I'm designing a RESTful API, and want to ensure proper adherence to HTTP idempotency rules for PUT and DELETE methods. I understand that idempotency means repeated requests should have the same server-side effect as a single request, but I'm unclear on specific implementation details:
For PUT: If a client sends the same PUT payload multiple times, should the server overwrite the resource every time, or skip the write operation if the data is unchanged?
If the server skips redundant writes, how does it detect whether the data is identical (e.g., comparing hashes, field-by-field checks, or using ETag/If-Match headers)?
For DELETE: If a client sends a DELETE request for a resource that no longer exists, should the server return:
404 Not Found (to indicate the resource is already gone)?

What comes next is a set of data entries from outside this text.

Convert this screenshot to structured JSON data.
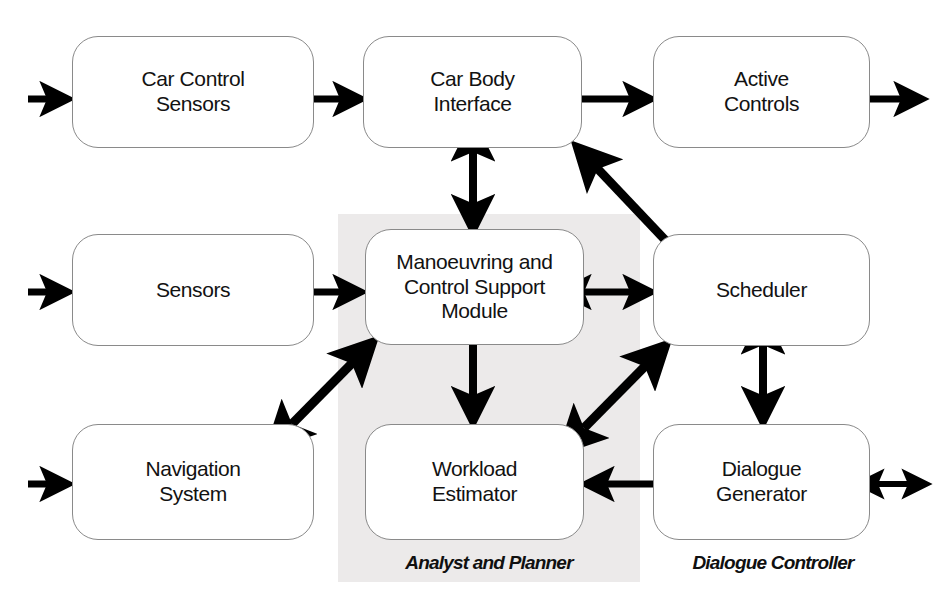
{
  "diagram": {
    "background_color": "#ffffff",
    "shaded_region_color": "#eceaea",
    "line_color": "#000000",
    "box_border_color": "#8a8a8a"
  },
  "nodes": [
    {
      "id": "car-control-sensors",
      "label": "Car Control\nSensors"
    },
    {
      "id": "car-body-interface",
      "label": "Car Body\nInterface"
    },
    {
      "id": "active-controls",
      "label": "Active\nControls"
    },
    {
      "id": "sensors",
      "label": "Sensors"
    },
    {
      "id": "mcsm",
      "label": "Manoeuvring and\nControl Support\nModule"
    },
    {
      "id": "scheduler",
      "label": "Scheduler"
    },
    {
      "id": "navigation-system",
      "label": "Navigation\nSystem"
    },
    {
      "id": "workload-estimator",
      "label": "Workload\nEstimator"
    },
    {
      "id": "dialogue-generator",
      "label": "Dialogue\nGenerator"
    }
  ],
  "group_labels": [
    {
      "id": "analyst-and-planner",
      "label": "Analyst and Planner"
    },
    {
      "id": "dialogue-controller",
      "label": "Dialogue Controller"
    }
  ],
  "connections": [
    {
      "id": "in-car-control-sensors",
      "from": "external",
      "to": "car-control-sensors",
      "heads": "single"
    },
    {
      "id": "in-sensors",
      "from": "external",
      "to": "sensors",
      "heads": "single"
    },
    {
      "id": "in-navigation-system",
      "from": "external",
      "to": "navigation-system",
      "heads": "single"
    },
    {
      "id": "car-control-sensors-to-car-body-interface",
      "from": "car-control-sensors",
      "to": "car-body-interface",
      "heads": "single"
    },
    {
      "id": "car-body-interface-to-active-controls",
      "from": "car-body-interface",
      "to": "active-controls",
      "heads": "single"
    },
    {
      "id": "out-active-controls",
      "from": "active-controls",
      "to": "external",
      "heads": "single"
    },
    {
      "id": "sensors-to-mcsm",
      "from": "sensors",
      "to": "mcsm",
      "heads": "single"
    },
    {
      "id": "car-body-interface-mcsm",
      "from": "car-body-interface",
      "to": "mcsm",
      "heads": "double"
    },
    {
      "id": "mcsm-scheduler",
      "from": "mcsm",
      "to": "scheduler",
      "heads": "double"
    },
    {
      "id": "scheduler-to-car-body-interface",
      "from": "scheduler",
      "to": "car-body-interface",
      "heads": "single"
    },
    {
      "id": "navigation-system-mcsm",
      "from": "navigation-system",
      "to": "mcsm",
      "heads": "double"
    },
    {
      "id": "mcsm-to-workload-estimator",
      "from": "mcsm",
      "to": "workload-estimator",
      "heads": "single"
    },
    {
      "id": "workload-estimator-scheduler",
      "from": "workload-estimator",
      "to": "scheduler",
      "heads": "double"
    },
    {
      "id": "scheduler-dialogue-generator",
      "from": "scheduler",
      "to": "dialogue-generator",
      "heads": "double"
    },
    {
      "id": "dialogue-generator-to-workload-estimator",
      "from": "dialogue-generator",
      "to": "workload-estimator",
      "heads": "single"
    },
    {
      "id": "out-dialogue-generator",
      "from": "dialogue-generator",
      "to": "external",
      "heads": "double"
    }
  ]
}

204 No Content (to treat it as a success, since the desired state is achieved)?
MDN's documentation states this quite clearly:
To be idempotent, only the state of the server is considered. The response returned by each request may differ
With regards to PUT
- from the idempotency standpoint, the only thing that matters in the end state of the object.
Whether the server checks the current state of the object, blindly overwrites it, or does something else is inconsequential. As long as at the end of the request's processing the state of the object matches the state described in the request, the handling is considered idempotent.
With regards to DELETE
- as noted above, the return value doesn't effect idempotentcy. The idempotent behavior dictates that the result of a DELETE
request is that the object referenced by it should not exist once the handling of the request is done, whether or not it was there to begin with.
Personally, I'd return a 404 for deleting an object that doesn't exist, but as noted, the behavior will still be idempotent whether you return a 404, 200, or anything else.